How pushdown works in CDQ

Using pushdown only reduces the amount of data transferred out of the data source. It does NOT skip the LOAD stage in DQ Job. Every DQ Job requires a small sample of rows (10-20) of the dataset defined by -q in order to generate Data Preview and analyze schema information for the dataset run. This means the -q query may be fully computed at data source before the sampling can occur (depending on the complexity of the -q). In such a case, sampling 10-20 rows of data is not a quick and immediate LOAD stage and only efficiency gain comes from lack of transferring data between data source and Spark.

Therefore, pushdown feature would be most efficient if -q is a simple select query with simple where filtering. The benefit comes from the fact that if your dataset defined by -q results in 100 million rows, only 10-20 rows of the dataset defined by -q will be loaded into Spark.

Profile with pushdown will then generate a series of SQL queries and query the data source again for aggregate metric data. Depending on the dataset, these multiple SQL queries can be more efficient than loading all the data into Spark and computing these aggregate metric in Spark. The results between Profile with pushdown and Profile without pushdown are (practically) identical.

Profile: pushdown vs no pushdown

Here is the summary of Profile activity with details regarding pushdown support

Feature Supports pushdown Description
Row Count Yes Computes row count of the dataset.
Distinct Count Yes The number of distinct values in a column.
Mean Yes The average of all the values in the column. Supports numeric columns only.
Min / Max Yes The minimum and maximum values of the column. Supports numeric and boolean columns only.
NULL Count Yes The number of null values in the column.
EMPTY Count Yes The number of empty values in the column. Supports string columns only.
TYPE Count Yes The number of different types inferred in a column (if any).
TopN / BottomN No

Computes the top 5 most frequent (TopN) and least frequent (BottomN) values. Supports all types.

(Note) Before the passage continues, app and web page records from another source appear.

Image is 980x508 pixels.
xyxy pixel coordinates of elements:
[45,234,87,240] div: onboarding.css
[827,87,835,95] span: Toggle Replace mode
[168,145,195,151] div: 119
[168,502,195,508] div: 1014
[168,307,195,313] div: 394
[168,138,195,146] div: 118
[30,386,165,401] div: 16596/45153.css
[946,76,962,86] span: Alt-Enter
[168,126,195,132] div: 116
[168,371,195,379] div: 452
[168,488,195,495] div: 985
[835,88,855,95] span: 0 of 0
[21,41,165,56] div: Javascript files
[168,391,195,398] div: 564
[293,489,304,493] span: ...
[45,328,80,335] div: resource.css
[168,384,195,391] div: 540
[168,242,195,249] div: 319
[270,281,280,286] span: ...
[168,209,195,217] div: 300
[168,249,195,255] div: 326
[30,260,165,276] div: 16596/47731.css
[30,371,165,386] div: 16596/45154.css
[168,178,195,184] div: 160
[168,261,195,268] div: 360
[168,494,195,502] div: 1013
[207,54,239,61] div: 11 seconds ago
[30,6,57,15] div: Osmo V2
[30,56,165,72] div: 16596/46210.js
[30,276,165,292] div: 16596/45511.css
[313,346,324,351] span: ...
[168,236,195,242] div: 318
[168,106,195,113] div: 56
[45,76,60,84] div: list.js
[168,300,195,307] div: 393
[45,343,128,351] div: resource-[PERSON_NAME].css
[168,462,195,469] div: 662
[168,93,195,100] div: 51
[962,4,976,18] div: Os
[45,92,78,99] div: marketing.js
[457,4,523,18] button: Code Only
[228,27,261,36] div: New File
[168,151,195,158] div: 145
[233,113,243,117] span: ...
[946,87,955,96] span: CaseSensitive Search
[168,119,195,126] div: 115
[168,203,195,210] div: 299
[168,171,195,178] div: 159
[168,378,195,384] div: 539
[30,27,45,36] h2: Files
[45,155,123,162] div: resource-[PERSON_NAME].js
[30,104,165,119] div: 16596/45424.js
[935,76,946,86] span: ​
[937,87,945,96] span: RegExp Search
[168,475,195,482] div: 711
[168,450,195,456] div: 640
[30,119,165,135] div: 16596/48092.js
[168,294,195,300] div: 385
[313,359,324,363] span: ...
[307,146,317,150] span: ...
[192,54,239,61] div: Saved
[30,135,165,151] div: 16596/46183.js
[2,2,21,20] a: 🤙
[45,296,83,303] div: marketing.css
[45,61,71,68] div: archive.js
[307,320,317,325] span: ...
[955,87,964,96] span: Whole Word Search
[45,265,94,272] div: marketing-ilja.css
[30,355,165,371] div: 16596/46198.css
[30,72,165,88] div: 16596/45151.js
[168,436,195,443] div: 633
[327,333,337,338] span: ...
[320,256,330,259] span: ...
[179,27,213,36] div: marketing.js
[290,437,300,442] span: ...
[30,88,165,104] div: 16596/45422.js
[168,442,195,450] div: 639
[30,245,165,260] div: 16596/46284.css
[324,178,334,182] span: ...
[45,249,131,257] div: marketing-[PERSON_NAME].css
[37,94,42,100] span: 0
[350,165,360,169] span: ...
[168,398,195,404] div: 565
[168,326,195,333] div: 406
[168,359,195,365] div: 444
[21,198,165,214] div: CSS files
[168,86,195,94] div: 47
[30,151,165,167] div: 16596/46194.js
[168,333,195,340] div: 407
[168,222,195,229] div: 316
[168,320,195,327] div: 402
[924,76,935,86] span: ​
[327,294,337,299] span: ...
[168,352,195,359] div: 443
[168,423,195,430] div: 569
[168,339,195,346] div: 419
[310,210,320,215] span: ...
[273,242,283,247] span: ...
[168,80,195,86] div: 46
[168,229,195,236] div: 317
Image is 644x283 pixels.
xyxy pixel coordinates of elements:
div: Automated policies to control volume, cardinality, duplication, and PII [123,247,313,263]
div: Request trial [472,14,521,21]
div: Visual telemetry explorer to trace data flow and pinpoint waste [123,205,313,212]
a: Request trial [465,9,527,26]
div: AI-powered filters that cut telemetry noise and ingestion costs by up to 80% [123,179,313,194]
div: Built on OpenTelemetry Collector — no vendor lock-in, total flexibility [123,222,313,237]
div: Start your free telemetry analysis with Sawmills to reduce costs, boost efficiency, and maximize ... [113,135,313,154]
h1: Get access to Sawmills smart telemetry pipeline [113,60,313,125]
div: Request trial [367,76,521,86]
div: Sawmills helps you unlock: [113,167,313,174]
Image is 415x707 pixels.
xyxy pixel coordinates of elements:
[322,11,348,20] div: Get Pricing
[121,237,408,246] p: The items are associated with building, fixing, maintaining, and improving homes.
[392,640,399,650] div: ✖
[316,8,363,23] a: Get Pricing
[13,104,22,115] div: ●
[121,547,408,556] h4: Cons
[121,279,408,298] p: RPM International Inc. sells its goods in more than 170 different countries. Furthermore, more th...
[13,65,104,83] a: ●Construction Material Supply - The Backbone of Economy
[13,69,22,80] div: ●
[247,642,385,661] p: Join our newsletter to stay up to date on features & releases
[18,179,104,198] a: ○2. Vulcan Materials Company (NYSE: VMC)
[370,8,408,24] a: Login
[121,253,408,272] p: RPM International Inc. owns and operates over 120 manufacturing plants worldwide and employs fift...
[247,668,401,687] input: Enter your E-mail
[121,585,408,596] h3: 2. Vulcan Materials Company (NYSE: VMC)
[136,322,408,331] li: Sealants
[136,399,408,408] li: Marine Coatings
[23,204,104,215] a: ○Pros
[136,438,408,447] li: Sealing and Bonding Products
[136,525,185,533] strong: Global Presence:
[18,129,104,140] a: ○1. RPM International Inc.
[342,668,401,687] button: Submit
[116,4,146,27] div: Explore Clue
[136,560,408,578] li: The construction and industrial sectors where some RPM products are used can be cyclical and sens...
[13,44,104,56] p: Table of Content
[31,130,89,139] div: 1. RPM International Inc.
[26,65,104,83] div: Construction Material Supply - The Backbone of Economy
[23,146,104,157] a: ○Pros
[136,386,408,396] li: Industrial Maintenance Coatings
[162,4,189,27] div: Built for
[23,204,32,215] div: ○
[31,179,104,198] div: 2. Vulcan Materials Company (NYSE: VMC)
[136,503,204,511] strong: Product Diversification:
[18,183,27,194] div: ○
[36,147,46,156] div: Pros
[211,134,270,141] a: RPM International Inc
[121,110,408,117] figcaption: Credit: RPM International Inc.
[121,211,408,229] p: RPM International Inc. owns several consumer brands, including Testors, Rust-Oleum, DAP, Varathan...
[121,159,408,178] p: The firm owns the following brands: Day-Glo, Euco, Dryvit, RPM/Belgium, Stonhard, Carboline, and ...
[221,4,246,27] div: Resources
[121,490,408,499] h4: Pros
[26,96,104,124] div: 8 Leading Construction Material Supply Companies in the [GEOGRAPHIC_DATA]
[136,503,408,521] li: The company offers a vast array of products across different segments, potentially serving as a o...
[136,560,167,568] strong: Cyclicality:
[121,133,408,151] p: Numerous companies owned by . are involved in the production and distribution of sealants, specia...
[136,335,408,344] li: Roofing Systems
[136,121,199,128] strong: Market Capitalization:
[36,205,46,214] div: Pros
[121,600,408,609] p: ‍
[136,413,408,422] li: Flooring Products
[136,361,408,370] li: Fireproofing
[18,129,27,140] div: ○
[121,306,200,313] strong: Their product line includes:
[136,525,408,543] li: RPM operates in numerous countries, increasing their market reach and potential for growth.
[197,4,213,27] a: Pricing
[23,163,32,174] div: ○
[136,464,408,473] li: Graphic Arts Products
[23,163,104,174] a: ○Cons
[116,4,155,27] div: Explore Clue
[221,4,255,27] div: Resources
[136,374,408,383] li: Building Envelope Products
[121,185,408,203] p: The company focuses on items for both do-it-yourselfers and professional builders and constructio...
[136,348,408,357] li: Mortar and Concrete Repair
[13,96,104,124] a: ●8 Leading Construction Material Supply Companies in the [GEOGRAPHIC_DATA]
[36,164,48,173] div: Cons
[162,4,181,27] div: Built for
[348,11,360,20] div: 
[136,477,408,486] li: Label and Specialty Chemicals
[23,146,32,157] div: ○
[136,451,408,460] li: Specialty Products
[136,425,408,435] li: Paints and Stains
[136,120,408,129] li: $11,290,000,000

This result is displayed as a frequency bar chart in Profile page. If pushdown is enabled, then TopN and BottomN values are not displayed. Related features like Stat Rules (Distribution) are also disabled.

Data Shape Detection No Detects shapes of the values based on Shape parameters provided (automatic or manual).
Histogram No Creates histogram of the values in the column.
Correlation Matrix No Creates correlation matrix. Supports only numeric columns.